Josh Frydenberg’s budget relies on tax cuts and business incentives, but rests on some optimistic assumptions. Follow all the reaction and coronavirus news
High from being retweeted and quoted by Donald Trump, who proved he had learned more about the seriousness of Covid by forcing public employees to drive him around in a sealed vehicle, and then removing his mask for a photo op, Miranda Devine continues to do Australia proud, making even a Fox News host raise an eyebrow
"It's incredibly selfish of older people or neurotic people who are timid & afraid & won't come out of their basements to confine children & young people to miss out on the most important part of their lives" - Fox News is now straight up blaming old & vulnerable people for Covid pic.twitter.com/mLhiwDHmrN
The government has chosen to stick with tax cuts as its big-ticket stimulus measure and so medium-income earners will get a tax cut of up to $1,080 for one year.
Penny Wong says treasurer should have ‘the courage’ to take responsibility for error as Coalition faces calls to expand wage subsidy
Labor will attempt to pressure the treasurer, Josh Frydenberg, to appear before the Senate’s Covid-19 inquiry to explain the “$60bn black hole” in the jobkeeper program.
The move comes as the Morrison government faces growing calls to expand the wage subsidy to cover a wider group of workers, after revelations on Friday that the six-month program is now expected to cost the budget $70bn rather than $130bn.
Channel island politicians back proposal that married women should have equal tax rights
An “archaic” tax law on the island of Jersey in effect deeming that a wife’s income belongs to her husband is being scrapped.
Politicians on the Channel island have backed a proposal that married women should have the same income tax rights – and responsibilities – as their husbands.
Currently, married woman can only discuss her taxes with government if spouse says so
If you’re a married woman in Jersey and you want to discuss your tax affairs with the government, better ask your husband’s permission first.
No, this is not an excerpt from a 1950s guide to managing finances but the current reality on the self-governing island. But this could finally be about to change.
Tax reform dominated debate, as ministers discussed East Timor and the 2000 Olympics – and resisted climate action
On 1 July Australia’s goods and services tax will have been in place for 20 years. It is uncontroversial in concept, with no major party advocating its abolition.
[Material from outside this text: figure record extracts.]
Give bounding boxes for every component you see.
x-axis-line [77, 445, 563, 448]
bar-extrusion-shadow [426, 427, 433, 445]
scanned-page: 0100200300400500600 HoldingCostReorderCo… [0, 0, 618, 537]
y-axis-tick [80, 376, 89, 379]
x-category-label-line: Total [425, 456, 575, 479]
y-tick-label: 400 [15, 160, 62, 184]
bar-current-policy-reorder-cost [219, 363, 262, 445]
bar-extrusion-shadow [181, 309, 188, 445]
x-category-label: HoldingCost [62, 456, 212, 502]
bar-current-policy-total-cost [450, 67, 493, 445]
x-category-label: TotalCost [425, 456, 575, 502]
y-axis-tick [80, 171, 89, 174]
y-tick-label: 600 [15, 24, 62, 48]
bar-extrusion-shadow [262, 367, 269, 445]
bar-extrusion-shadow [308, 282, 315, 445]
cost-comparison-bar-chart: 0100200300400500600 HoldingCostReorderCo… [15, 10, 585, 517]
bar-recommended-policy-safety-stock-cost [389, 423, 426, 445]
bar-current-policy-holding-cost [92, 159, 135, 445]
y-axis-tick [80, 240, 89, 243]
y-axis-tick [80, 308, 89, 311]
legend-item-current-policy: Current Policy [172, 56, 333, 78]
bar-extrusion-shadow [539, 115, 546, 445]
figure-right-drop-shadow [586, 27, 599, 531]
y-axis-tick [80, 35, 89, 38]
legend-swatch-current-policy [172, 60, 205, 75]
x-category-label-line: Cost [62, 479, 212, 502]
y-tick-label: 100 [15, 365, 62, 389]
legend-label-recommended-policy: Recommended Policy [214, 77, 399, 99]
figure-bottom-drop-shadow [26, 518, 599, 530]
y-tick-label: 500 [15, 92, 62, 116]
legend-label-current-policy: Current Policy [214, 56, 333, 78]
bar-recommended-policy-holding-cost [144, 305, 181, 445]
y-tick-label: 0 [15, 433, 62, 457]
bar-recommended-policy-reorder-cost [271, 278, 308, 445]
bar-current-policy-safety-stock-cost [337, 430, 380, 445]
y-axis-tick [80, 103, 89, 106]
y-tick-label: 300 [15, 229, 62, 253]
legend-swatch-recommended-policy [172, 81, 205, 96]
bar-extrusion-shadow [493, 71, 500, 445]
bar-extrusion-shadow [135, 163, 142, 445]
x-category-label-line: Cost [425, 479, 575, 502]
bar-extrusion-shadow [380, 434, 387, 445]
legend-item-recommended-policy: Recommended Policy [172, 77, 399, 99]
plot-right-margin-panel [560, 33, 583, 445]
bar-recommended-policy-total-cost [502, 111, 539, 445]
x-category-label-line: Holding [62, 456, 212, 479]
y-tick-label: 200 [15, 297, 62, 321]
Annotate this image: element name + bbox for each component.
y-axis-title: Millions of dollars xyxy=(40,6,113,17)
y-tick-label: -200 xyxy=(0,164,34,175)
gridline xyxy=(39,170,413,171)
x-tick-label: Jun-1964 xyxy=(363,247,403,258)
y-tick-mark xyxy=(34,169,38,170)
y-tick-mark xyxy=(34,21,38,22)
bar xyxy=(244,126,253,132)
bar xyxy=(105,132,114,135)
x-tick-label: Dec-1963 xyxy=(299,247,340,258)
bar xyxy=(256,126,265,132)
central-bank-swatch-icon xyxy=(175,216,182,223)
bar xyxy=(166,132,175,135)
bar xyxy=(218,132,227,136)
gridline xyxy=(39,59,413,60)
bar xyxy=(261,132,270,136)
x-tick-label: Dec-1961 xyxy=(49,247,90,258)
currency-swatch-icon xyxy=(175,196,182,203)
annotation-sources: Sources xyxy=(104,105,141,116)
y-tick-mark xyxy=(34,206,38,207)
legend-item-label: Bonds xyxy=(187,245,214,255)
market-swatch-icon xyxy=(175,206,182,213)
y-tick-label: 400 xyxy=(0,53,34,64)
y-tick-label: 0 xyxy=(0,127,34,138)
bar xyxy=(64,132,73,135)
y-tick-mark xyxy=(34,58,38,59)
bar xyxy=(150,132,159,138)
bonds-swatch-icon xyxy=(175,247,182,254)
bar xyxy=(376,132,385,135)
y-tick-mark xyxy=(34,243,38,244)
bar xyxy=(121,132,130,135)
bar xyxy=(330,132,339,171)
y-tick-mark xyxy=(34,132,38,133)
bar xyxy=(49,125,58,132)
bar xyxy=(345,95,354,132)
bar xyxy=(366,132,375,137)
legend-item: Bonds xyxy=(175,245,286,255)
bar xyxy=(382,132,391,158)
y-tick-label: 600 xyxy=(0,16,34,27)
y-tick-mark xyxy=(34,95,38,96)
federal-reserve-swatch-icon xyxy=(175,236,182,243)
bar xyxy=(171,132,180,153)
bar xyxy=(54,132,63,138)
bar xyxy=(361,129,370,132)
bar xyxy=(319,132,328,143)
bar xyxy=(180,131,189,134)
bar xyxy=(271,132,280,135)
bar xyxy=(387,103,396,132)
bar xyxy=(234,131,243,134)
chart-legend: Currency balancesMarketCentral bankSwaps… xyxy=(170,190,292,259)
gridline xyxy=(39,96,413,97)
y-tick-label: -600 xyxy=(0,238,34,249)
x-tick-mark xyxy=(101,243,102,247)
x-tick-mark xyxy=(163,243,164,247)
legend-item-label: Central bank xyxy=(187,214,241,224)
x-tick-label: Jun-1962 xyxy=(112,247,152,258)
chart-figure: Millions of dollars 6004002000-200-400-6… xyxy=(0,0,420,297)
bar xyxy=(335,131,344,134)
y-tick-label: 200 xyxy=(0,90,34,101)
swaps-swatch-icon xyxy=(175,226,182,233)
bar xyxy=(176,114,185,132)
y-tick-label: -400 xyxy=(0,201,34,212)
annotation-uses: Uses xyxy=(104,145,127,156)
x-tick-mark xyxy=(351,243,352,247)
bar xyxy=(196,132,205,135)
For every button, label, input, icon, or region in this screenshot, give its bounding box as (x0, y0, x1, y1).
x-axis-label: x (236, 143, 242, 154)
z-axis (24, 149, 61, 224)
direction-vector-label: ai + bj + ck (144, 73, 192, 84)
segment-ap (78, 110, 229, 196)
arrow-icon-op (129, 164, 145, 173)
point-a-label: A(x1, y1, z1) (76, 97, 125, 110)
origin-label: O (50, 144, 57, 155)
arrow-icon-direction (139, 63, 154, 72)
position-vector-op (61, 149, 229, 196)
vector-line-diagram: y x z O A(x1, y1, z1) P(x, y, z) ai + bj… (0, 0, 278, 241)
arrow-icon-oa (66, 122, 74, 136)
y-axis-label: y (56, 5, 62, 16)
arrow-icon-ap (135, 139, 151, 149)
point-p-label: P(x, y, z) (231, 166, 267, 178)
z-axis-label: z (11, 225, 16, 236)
Every so often there are calls for it to be increased from 10% or expanded – calls that are usually rebuffed.
But just how fraught the GST was to introduce is one of the key insights from the release of cabinet papers by the National Archives of Australia, covering the years 1998 and 1999. There were other concerns: East Timor’s independence, the 2000 Sydney Olympics, the failed republican referendum, and familiar resistance to doing anything but the minimum on climate change.
Boris Johnson has said he wants to raise the national insurance threshold to £12,500, letting slip a major Tory tax cut from the manifesto as he was speaking to workers in Teesside.
The prime minister blurted out the key announcement as he was pressed by an employee at a fabrication yard about whether he would help “people like us”, not just the rich.
Wealthy see potential taxes imposed by Jeremy Corbyn as bigger threat than Brexit
The super-rich are preparing to immediately leave the UK if Jeremy Corbyn becomes prime minister, fearing they will lose billions of pounds if the Labour leader does “go after” the wealthy elite with new taxes, possible capital controls and a clampdown on private schools.
Lawyers and accountants for the UK’s richest families said they had been deluged with calls from millionaire and billionaire clients asking for help and advice on moving countries, shifting their fortunes offshore and making early gifts to their children to avoid the Labour leader’s threat to tax all inheritances above £125,000.